Since 2009 Wigan have been teetering on the brink. After Steve Bruce left the club - preceded by Wilson Palacios and Emile Heskey, followed by Antonio Valencia and Lee Cattermole – having just guided them to their 2nd highest ever league finish, things haven’t been the same. In each of the two seasons since they have finished in 16th, and so far this campaign they look set to live up to the many predictions made that they would finally, after seven Premier League years, drop back down to the Championship.
After claiming a win and two draws in their opening three matches – each against one of the newly promoted sides – Wigan have lost four on the bounce and sit in the bottom three. Roberto Martínez needs something to change for his side, and looking at the fixtures which take them into the New Year, he needs it to change now.
Had Wigan fans looked at the opening seven fixtures of this season, they would have been well within their rights to have expected a return far in advance of the five points they have collected. Aside from the short trip to face Manchester City and the visit of Tottenham, each of the games has been one from which they could have expected to take something. Defeats against Aston Villa and Everton and draws against Norwich and Swansea, however, were not what the fans had ordered.
What’s more, were it not for Franco di Santo’s seemingly innate ability to score goals via deflections, it could have been a whole lot worse for Wigan. Their determination to play passing football is admirable, and in players such as Ben Watson and James McCarthy they have talent to do so, but for some time now their defence has been simply disastrous. Gary Caldwell and Emmerson Boyce are not names to strike fear into the hearts of Championship level strikers, let alone their Premier League counterparts, though at least they do have an impressive goalkeeper behind them in Ali Al-Habsi.
The next six games, however, present Wigan with another chance of building up momentum and getting points on the board. In the past five years, only once has a team with fewer than 17 points at the halfway stage gone on to escape relegation (Sunderland, with only 14 points in their first 19 games, stat fans). If Wigan are to reach such a mark before the reverse fixtures begin, the majority of those points are going to have to come in the next six games.
Starting with the visit of bottom-of-the-table Bolton on Saturday, they then have home games against Fulham and Blackburn interspersed between trips to Newcastle, Wolverhampton and Sunderland. It isn’t unreasonable to think that nine or perhaps ten points could be garnered from that run, but then the same was said of their opening seven fixtures.
Should Wigan fail to bag themselves a fair number of points in that run of fixtures, then there is every possibility that they will be up a certain creek with no paddle in sight. The six fixtures that follow, taking them up to the halfway mark of the season, read like Hell on earth. Arsenal, Chelsea, Liverpool, Manchester United, Stoke; only a trip to face West Brom at the Hawthorns in that time will offer any sort of relief.

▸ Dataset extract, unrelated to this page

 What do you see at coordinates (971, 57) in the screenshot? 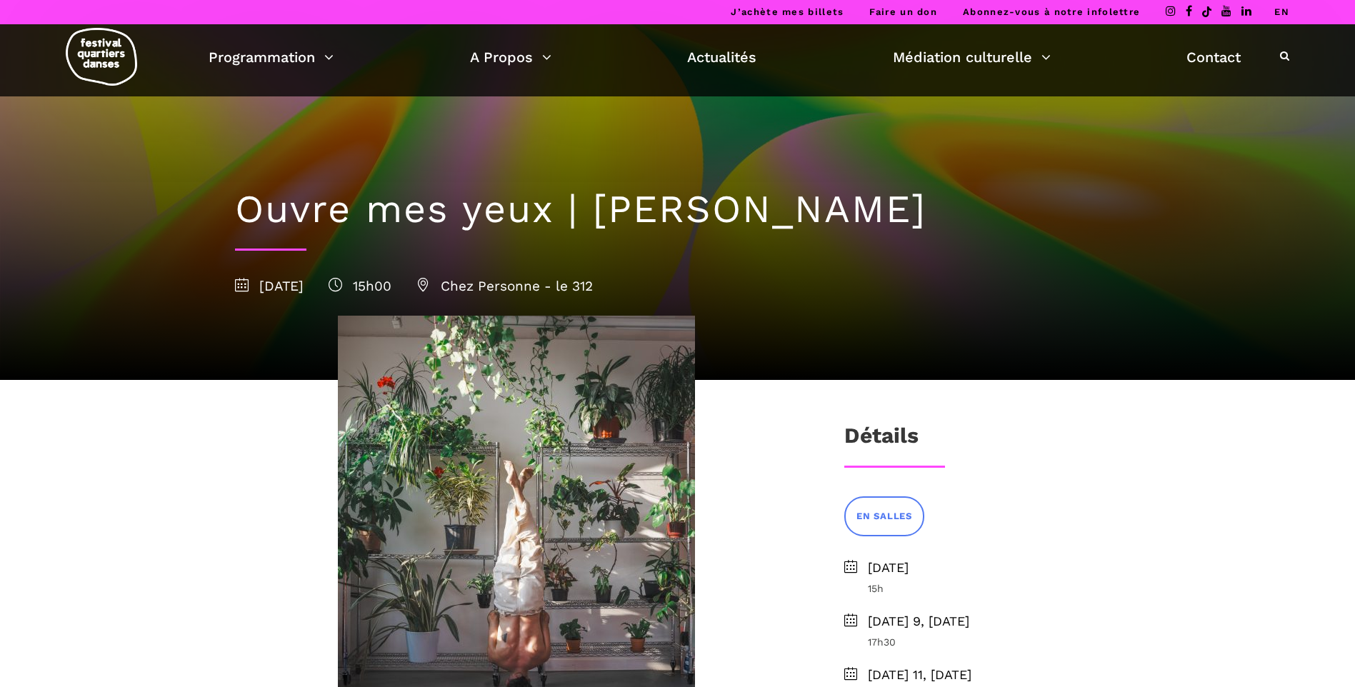
I see `a: Médiation culturelle` at bounding box center [971, 57].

Four points from that run would surely have to be counted as success, and if they have failed to make any head way in their previous run of fixtures, trouble will be staring them directly in the face. For a club of the size and relatively small fan base of Wigan, who have not, in the last few years, been able to spend even on Premier League money, relegation to the Championship is a potential black hole.
One only has to look in the direction of Nottingham Forest, Sheffield United, Charlton, Southampton and the like for examples of relegation from the top flight money pit being catastrophic to the fortunes of a club. Wigan struggle to fill their stadium for even the biggest of games – the visit of Tottenham attracted only 18,788 fans to their 25,138 capacity home – and a drop down to the Championship would inevitably hurt their attendances even further. Should Wigan fulfill those many predictions that have them headed for the drop, it may well be the start of a long, painful fall and their seven years in the Premier League will be but a memory.
They may have teetered for two years, but it is the next six games that will be crucial in determining whether they finally tumble over the edge.